Coulton looked at her. She was surprised by the emotion in his face. “There’ve been … inquiries,” he said, reluctant. “I heard about it right before we left Liverpool. A man, asking questions. About Mississippi, about US currencies. He’s got an interest, you might say, in the children we been collecting. Certainly in the Ovid boy. I half feared we’d see him here in Natchez. I’ll be watching for him on the way back.”

She studied Coulton’s face in the quiet. “He’s a detective?”

Coulton shook his head. “Used to be associated with the institute. His name is Marber. Jacob Marber.”

“Jacob … Marber.”

“Aye.”

There was something in the way Coulton spoke that made her pause. She adjusted the knife and fork on her plate, thinking about it. “You knew him,” she said.
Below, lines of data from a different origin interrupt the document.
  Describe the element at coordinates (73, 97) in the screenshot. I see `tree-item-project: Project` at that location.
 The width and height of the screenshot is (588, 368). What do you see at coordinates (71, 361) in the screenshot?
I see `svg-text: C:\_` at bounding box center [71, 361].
“I knew of him. He had a … reputation.” Coulton picked at his hands. “Jacob Marber is a dangerous man, Miss Quicke. If he’s hunting Charlie Ovid, it’s best the lad is taken off to London quick. You should be all right with this Marlowe boy, out in Illinois.” Coulton grimaced, as if deciding whether to say more. “Marber blamed the institute for something, something that happened. I don’t know what it was. Someone died, I think. It doesn’t matter. We lost track of him years ago, haven’t heard from him since. There are those who still think he’s dead. I don’t. He was too good at what he did, one of the best.”

“Which was?”

Coulton met her eye. “Same as what we do. Except his methods were bloodier.”
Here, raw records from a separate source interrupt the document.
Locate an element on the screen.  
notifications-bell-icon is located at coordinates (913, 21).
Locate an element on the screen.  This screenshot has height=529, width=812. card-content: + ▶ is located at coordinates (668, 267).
Alice thought it over. “How will I know him? If I see him?”

“You’ll know him. He’ll be the one what scares you.”

“I don’t scare.”

Coulton sighed. “You do. You just don’t know it yet.”

Alice folded her hands in her lap, suddenly chilled. She watched their reflections in the warped glass of the riverboat window, the great wide currents of the Mississippi all around them out there in the darkness, the waiter where he stood with his wrists crossed at his back. The plush green armchairs and the dying ferns. All of it in the hazy glow of the gaslights in their sconces.
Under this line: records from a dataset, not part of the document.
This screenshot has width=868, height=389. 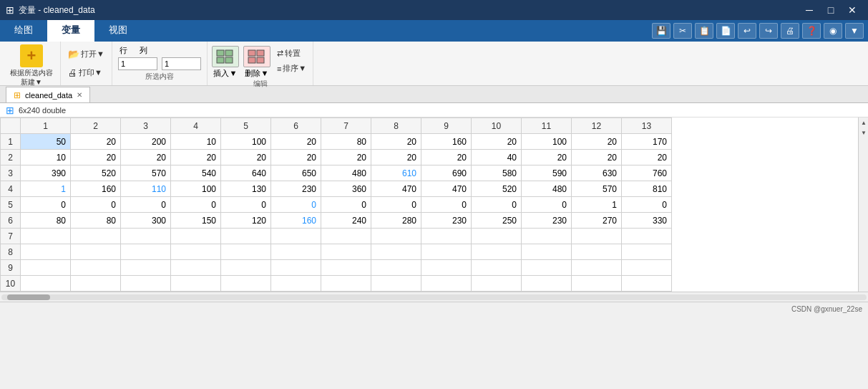 I want to click on cell-r1-c3: 200, so click(x=146, y=142).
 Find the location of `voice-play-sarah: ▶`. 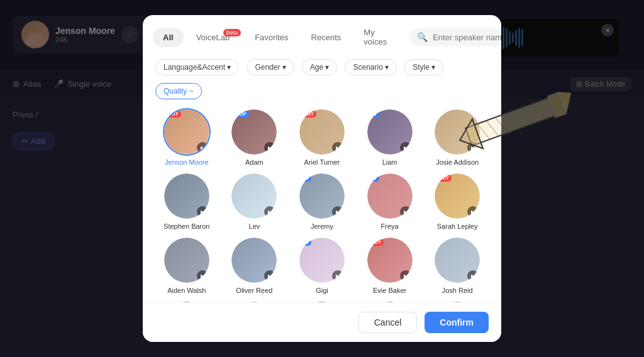

voice-play-sarah: ▶ is located at coordinates (473, 212).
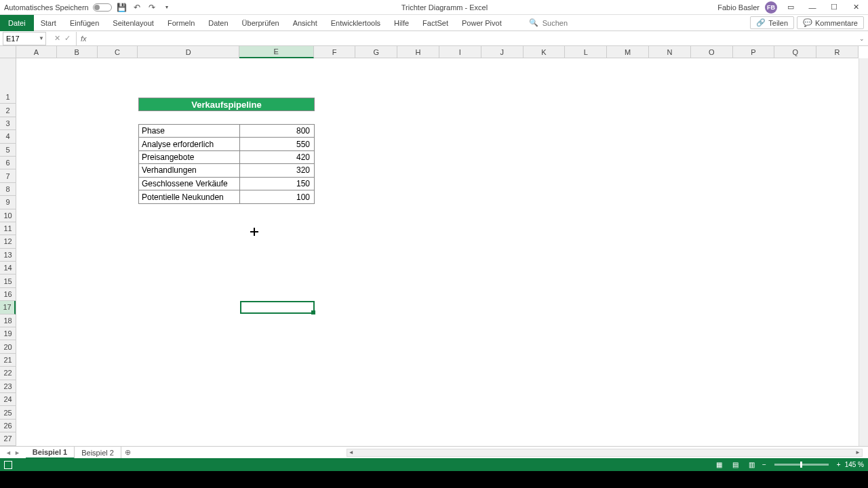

“He’ll be disappointed then, your Mr. Marber,” she said. “If he goes to Remington.”

Coulton smiled tiredly at her toughness, and his smile faded as he pushed his plate aside and got to his feet. He wiped his greasy fingers in the napkin.

“It would be best you were far from there, if he does,” he said quietly.

3

THE KID AT THE END OF THE WORLD

It’d been thirteen months since Brynt had last had the Dream. But it was back, bad as ever, and it frightened her so much that every night now she tried not to sleep, tried to sit up until morning with a strong coffee in their dark wagon, watching Marlowe’s little face breathing in the bunk, telling herself in the moonlight that nothing was the matter, nothing was wrong, they were safe.

But every night, in the end, her eyes would get heavy, her chin would nod, and the Dream would take over.

Always it started the same. She was crouched in her childhood wardrobe, trying to hide. The acrid reek of mothballs, the rustle of hanging clothes. Somehow she was little again, a girl, though she had never been little, not really. It was her uncle’s rooming house in San Francisco, it was night, and when she opened the wardrobe a crack with her finger, she could see moonlight streaming in. Though she was a little girl she was also somehow herself too, old Brynt, careworn, tired, and little Marlowe was with her, crying softly with fear. Slowly she climbed out of the wardrobe, took Marlowe by the hand, slowly she held a finger to her lips for quiet.

There was something in the apartment house with them.

They made their way to the hall. Steep narrow stairs, silver light from the moon on the landing. All the doors to the rooms standing open in shadow. And Brynt and the child’s slow, impossibly slow descent, step by creaking step, Brynt straining to hear with all her concentrated intensity for the sounds of that other in the house, that thing, wherever it might be.